Indeed, this is a great honour for a Nepali writer and speaks volumes for Parijat’s craftmanship and genius as a writer. In this context, Margaret Sandoz, a Professor of the University had mentioned in a letter to Parijat, “The entry of the book written by a woman in the curriculum for world literature is an important event for me, for my department and the students. We shall be building a history of that.” (The Legend of Literature. A Biography of Parijat by Narendra Raj Prasai).
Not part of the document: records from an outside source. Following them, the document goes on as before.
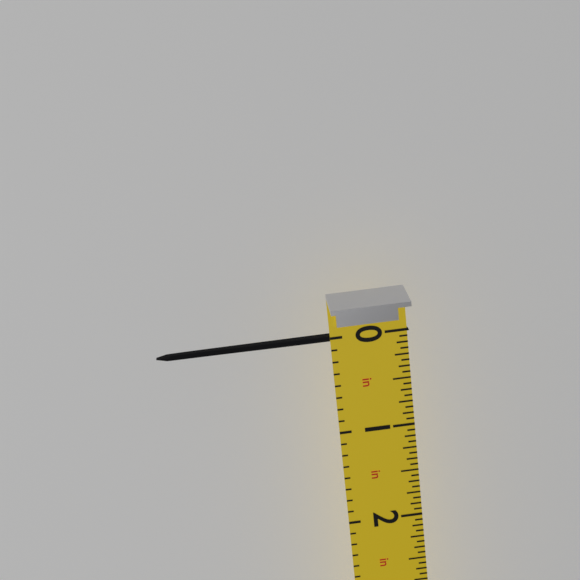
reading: 0.0625 in
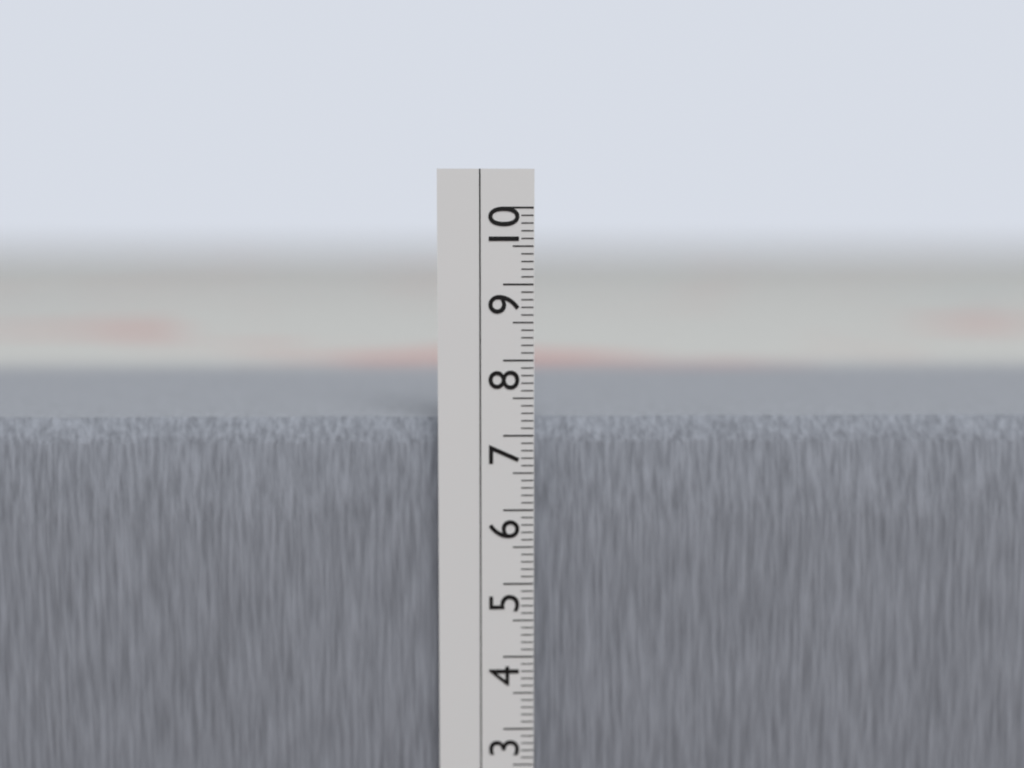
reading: 7.2 cm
Parijat was greatly influenced by men of letters like Jean Paul Sartre, Albert Camus and Frank Kafka, who viewed the human being as an isolated existent cast into an alien universe to conceive the universe as possessing no inherent truth, value or meaning and to represent human life in its fruitless search for purpose and meaning, as it moves from nothingness it ends to an existence whcih is both anguished and absurd. As Albert Camus said in ‘The Myth of Sisyphus’, “In a universe that is suddenly deprived of illusions and of light, man feels a stranger. His is an immediate exile…”
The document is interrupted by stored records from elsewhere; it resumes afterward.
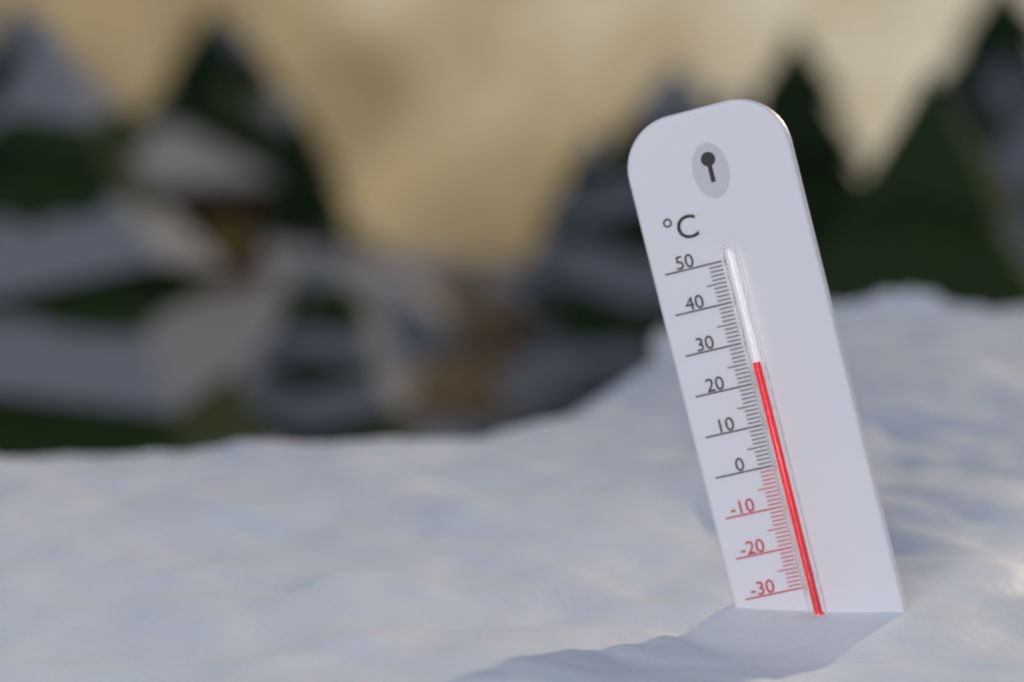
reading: 25 °C
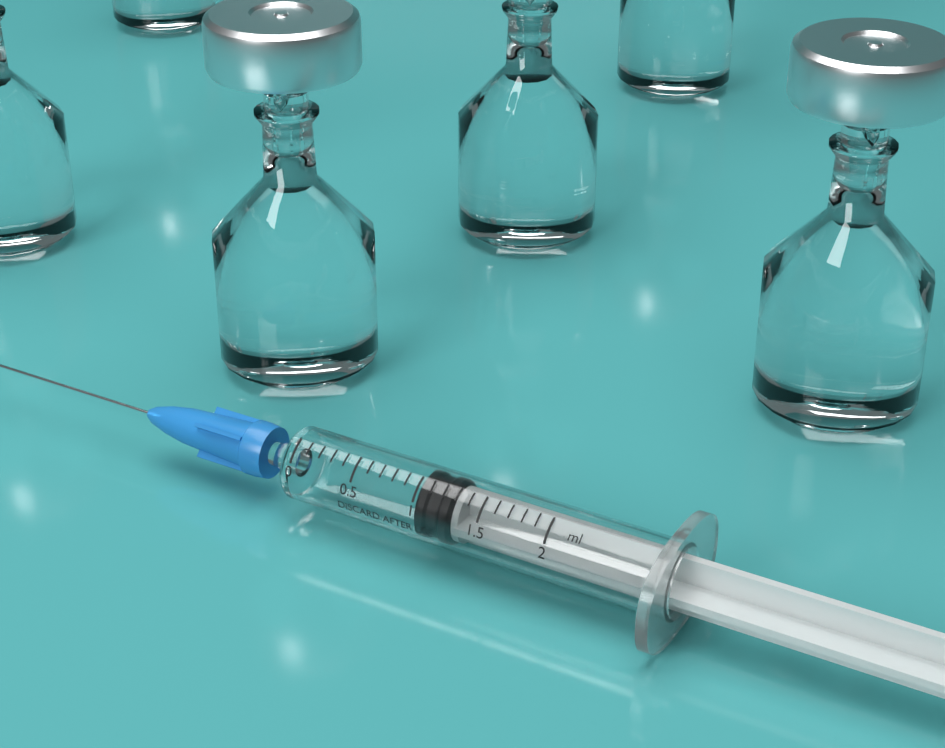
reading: 1.0 ml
In ‘Shirish ko Phool’, Suyogvir too finds life and love to be meaningless. Being conscious of his old age and his own poast, he experiences a kind of despair and suffocation which remains like a shadow throughut the novel, following him everywhere he goes and in whatever he does. His love for Sakambari remains unrequitted which makes him contemplate life as a failure and love as nothing but a source of anguish and frustration. Suyogvir feels a sort of vaccum prevailing in his conscience and this leads to his negation of life from its values and meaningfulness.
“प्रेम नहुँदा पनि मेरो निम्ती निस्सर नै थियो र् अब भएपछी पनि निस्सर | के मुल्य मेरो? के मुल्य मेरो प्रेमको”
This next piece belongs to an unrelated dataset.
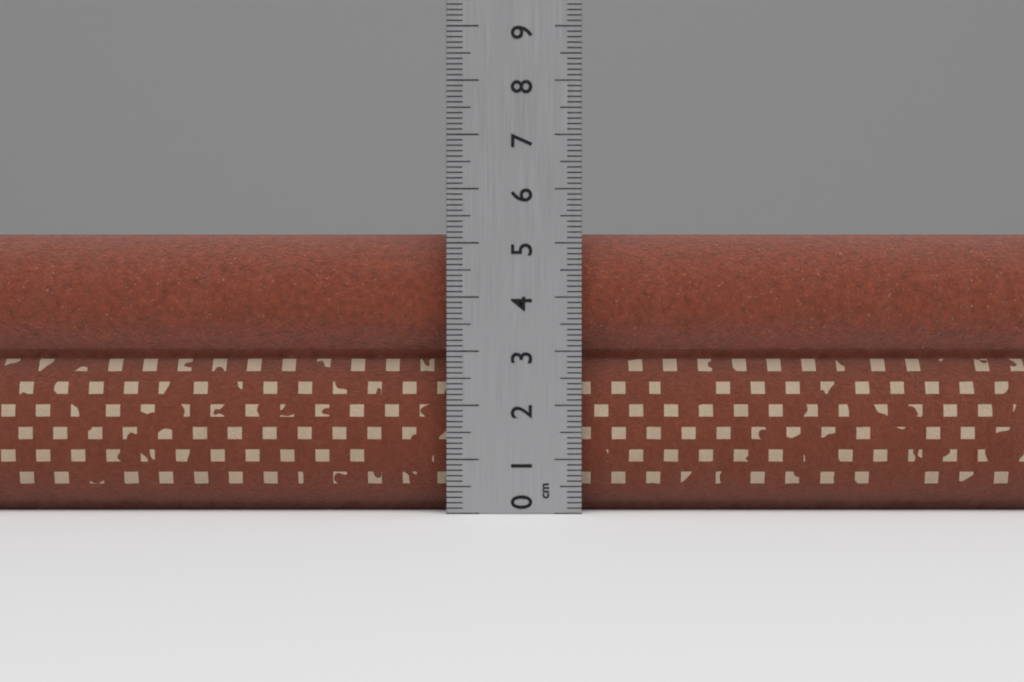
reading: 5.2 cm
In fact, Suyogvir seeks to search the meaning and value of his life in love. Similarly, a note of alienation finds an echoing tone in the novel. This sense of isolation and alienation leads to an alley of absurdity of human precarious existing condition and state,
“हामी एक – अर्कामा स्पस्थ सकेनऊु कहिले सक्तैनओ पनि”
In Samuel Bekett’s ‘Waiting for Godot’ life and death both are absurd. He shows that death cannot wipe out the problem of ‘our being born’. Ironically enough, Suyogvir in the novel finds meaning and value of life in death. Though one is born unwillingly and dies unwillingly but in between life and death and an individual seeks to assert his sense of being, for that matter, his existence.
“हामीले सवस फेर्नेको निमित जियुनु पर्छ | जडाका किर जस्ता मनिषहरु हामी, हामीले हाम्रो अस्तित्व जहाँ पनि कायम राख्नु जियुनु पर्छ |”
In ‘Waiting for Godot’, we find a similar tone when Estragon, one of the character in the play says, “we always find something… to give the expression we exists.”
In her novel Parijat portrays absurd nature of love betwen Sakambari and Suyogvir (Suyogvir’s Kiss which is means of expression of his love proves ‘fatal kiss’ for Sakambari’s life), mechanical sex between a boy and lady shop owner to a large extent enhance the elements of absurdity where the truthless human existence is vividly presented.
Undoubtedly, Parijat’s ‘Shirish ko Phool’ remains as a gem in the casket of Nepali lityerature, bearing within it all the existential ethos. It would not be wrong to say that with a subtle artistic mode Parijat has ventilated her philosophy of life, love and sex in her novel.
It was out of my keen interest on Parijat as a writer and personality that I am trying to justify her great work with all my understandings and limitations. So there might be lucana in the process of doing it. Therefore, I would like the readers to overlook it as my failure and take it as an honest endeavour on the writers past.